On March 27, a spacecraft named NEOWISE identified a bright comet fast approaching the sun. As comets travel closer to the sun, their icy mantles evaporate and dust escapes to create long tails; at one point, the newfound Comet NEOWISE’s tail stretched more than 10 degrees across the sky, which is equivalent to a line of 20 Earth moons.
“Because comets are made of ice, they are fragile,” says Qicheng Zhang, a graduate student at Caltech who studies comets, “and we weren’t entirely sure whether Comet NEOWISE would survive the journey around the sun.”
Not all comets do survive such a journey. For instance, Comet ISON completely broke apart in 2013 due to the sun’s blistering heat.
Luckily, Comet NEOWISE, officially designated C/2020 F3 (NEOWISE), did emerge from behind the sun on July 3 and, in the following weeks, dazzled the public and amateur astronomers who caught dramatic photos of the shooting star lookalike. Comet NEOWISE was the brightest comet visible in Northern Hemisphere dark skies since Hale-Bopp in the mid-1990s.
For Zhang, this was an opportunity to study how the sun affects comets. He and his colleagues applied for and won time on NASA’s Hubble Space Telescope, which had the best resolution for studying the comet in detail. The Hubble observations, which were taken on August 8, did not reveal any of the expected fragmentation of the three-mile-wide comet, but did show at least one, and possibly two, jets of escaping material. Jets form when solar heating warms ices beneath the surface, and jets can initially point in any direction before they are deflected into tails directed away from the sun.
“The jets contain material from deep inside the comet,” says Zhang. “We are able to see what all this buried material looks like.”
Zhang adds that further analysis of Hubble’s color and polarization data on the comet will help piece together precisely what makes up the jets.
The heart of the comet, its icy nucleus, is too small to be seen by Hubble. Instead, the Hubble image captured a portion of the vast cloud of gas and dust enveloping the nucleus, which measures about 11,000 miles (18,000 kilometers) across in the new photo.
NEOWISE has been scanning the skies for near-Earth and other asteroids and comets since 2010. The spacecraft, originally launched as the WISE mission (Wide-field Infrared Survey Explorer), surveyed the entire sky twice in infrared light from 2010 to 2011, uncovering not only comets and asteroids but also black holes, galaxies, stars, and more. In 2013, after a two-year hibernation, the mission was reactivated and renamed NEOWISE (Near-Earth Object WISE) and was dedicated to the detection and characterization of near-Earth and other asteroids and comets. Since reactivation, NEOWISE has measured the infrared light from over 37,000 asteroids and comets. Comet C/2020 F3 NEOWISE is the 15th comet discovered by the reactivated mission; a 16th comet, Comet C/2020 P1 NEOWISE, was discovered on August 2.
“The NEOWISE infrared measurements of comets and asteroids are unique in that they enable astronomers to estimate the sizes of these objects, which cannot be done as accurately with visible-light measurements,” says Roc Cutri, the NEOWISE Science Data Center lead scientist at IPAC, an astronomy center at Caltech, where the NEOWISE mission data are processed and archived.
Read more about the comet observations at the Hubble website.
JPL manages and operates the NEOWISE mission. Caltech manages JPL for NASA.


WORK REQUIRED:
From first line to last, output the records below exactly.

DATA FOR THE TASK:
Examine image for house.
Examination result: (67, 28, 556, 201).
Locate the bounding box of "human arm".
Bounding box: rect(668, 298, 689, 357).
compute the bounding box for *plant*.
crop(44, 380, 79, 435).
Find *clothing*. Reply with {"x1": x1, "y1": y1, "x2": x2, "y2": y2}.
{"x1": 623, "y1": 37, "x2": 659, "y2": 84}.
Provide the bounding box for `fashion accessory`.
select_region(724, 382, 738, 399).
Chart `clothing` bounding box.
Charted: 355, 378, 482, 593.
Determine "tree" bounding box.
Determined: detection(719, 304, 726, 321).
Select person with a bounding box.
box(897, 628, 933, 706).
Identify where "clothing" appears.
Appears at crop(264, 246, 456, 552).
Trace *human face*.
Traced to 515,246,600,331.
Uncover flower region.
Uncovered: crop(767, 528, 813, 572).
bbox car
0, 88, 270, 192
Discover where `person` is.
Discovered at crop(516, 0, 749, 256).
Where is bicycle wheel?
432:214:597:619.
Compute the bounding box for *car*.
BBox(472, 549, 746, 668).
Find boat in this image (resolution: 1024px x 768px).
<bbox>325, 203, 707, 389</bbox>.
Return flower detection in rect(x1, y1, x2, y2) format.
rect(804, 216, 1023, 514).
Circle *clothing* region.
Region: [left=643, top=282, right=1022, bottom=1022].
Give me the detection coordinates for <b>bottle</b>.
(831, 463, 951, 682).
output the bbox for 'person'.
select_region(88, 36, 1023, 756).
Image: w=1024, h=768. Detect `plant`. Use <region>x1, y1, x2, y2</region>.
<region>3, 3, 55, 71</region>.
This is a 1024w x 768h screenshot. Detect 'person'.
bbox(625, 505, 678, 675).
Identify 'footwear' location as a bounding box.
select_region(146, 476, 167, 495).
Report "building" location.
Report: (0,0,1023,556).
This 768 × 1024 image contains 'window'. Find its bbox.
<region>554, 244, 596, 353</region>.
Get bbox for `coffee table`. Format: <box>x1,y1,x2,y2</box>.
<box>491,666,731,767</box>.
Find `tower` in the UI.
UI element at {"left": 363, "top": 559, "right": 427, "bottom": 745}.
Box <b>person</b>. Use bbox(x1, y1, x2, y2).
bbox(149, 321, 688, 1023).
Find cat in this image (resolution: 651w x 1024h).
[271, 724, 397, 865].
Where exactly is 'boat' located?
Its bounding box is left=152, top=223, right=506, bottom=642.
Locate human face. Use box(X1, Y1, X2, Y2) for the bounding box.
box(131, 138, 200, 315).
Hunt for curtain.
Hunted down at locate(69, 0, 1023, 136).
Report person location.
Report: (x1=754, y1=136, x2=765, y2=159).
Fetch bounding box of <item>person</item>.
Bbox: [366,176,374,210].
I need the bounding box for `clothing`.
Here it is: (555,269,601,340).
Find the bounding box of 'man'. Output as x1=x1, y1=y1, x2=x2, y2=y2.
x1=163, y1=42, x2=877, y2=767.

RESULT:
Examine image for house.
Examination result: (67, 28, 556, 201).
Locate the bounding box of "human arm".
Bounding box: rect(668, 298, 689, 357).
compute the bounding box for *plant*.
crop(44, 380, 79, 435).
Find *clothing*. Reply with {"x1": x1, "y1": y1, "x2": x2, "y2": y2}.
{"x1": 623, "y1": 37, "x2": 659, "y2": 84}.
Provide the bounding box for `fashion accessory`.
select_region(724, 382, 738, 399).
Chart `clothing` bounding box.
Charted: 355, 378, 482, 593.
Determine "tree" bounding box.
Determined: detection(719, 304, 726, 321).
Select person with a bounding box.
box(897, 628, 933, 706).
Identify where "clothing" appears.
Appears at crop(264, 246, 456, 552).
Trace *human face*.
Traced to 515,246,600,331.
Uncover flower region.
Uncovered: crop(767, 528, 813, 572).
bbox car
0, 88, 270, 192
Discover where `person` is.
Discovered at crop(516, 0, 749, 256).
Where is bicycle wheel?
432:214:597:619.
Compute the bounding box for *car*.
BBox(472, 549, 746, 668).
Find boat in this image (resolution: 1024px x 768px).
<bbox>325, 203, 707, 389</bbox>.
Return flower detection in rect(x1, y1, x2, y2) format.
rect(804, 216, 1023, 514).
Circle *clothing* region.
Region: [left=643, top=282, right=1022, bottom=1022].
Give me the detection coordinates for <b>bottle</b>.
(831, 463, 951, 682).
output the bbox for 'person'.
select_region(88, 36, 1023, 756).
Image: w=1024, h=768. Detect `plant`. Use <region>x1, y1, x2, y2</region>.
<region>3, 3, 55, 71</region>.
This is a 1024w x 768h screenshot. Detect 'person'.
bbox(625, 505, 678, 675).
Identify 'footwear' location as a bounding box.
select_region(146, 476, 167, 495).
Report "building" location.
Report: (0,0,1023,556).
This 768 × 1024 image contains 'window'. Find its bbox.
<region>554, 244, 596, 353</region>.
Get bbox for `coffee table`. Format: <box>x1,y1,x2,y2</box>.
<box>491,666,731,767</box>.
Find `tower` in the UI.
UI element at {"left": 363, "top": 559, "right": 427, "bottom": 745}.
Box <b>person</b>. Use bbox(x1, y1, x2, y2).
bbox(149, 321, 688, 1023).
Find cat in this image (resolution: 651w x 1024h).
[271, 724, 397, 865].
Where exactly is 'boat' located?
Its bounding box is left=152, top=223, right=506, bottom=642.
Locate human face. Use box(X1, Y1, X2, Y2) for the bounding box.
box(131, 138, 200, 315).
Hunt for curtain.
Hunted down at locate(69, 0, 1023, 136).
Report person location.
Report: (x1=754, y1=136, x2=765, y2=159).
Fetch bounding box of <item>person</item>.
Bbox: [366,176,374,210].
I need the bounding box for `clothing`.
Here it is: (555,269,601,340).
Find the bounding box of 'man'. Output as x1=x1, y1=y1, x2=x2, y2=y2.
x1=163, y1=42, x2=877, y2=767.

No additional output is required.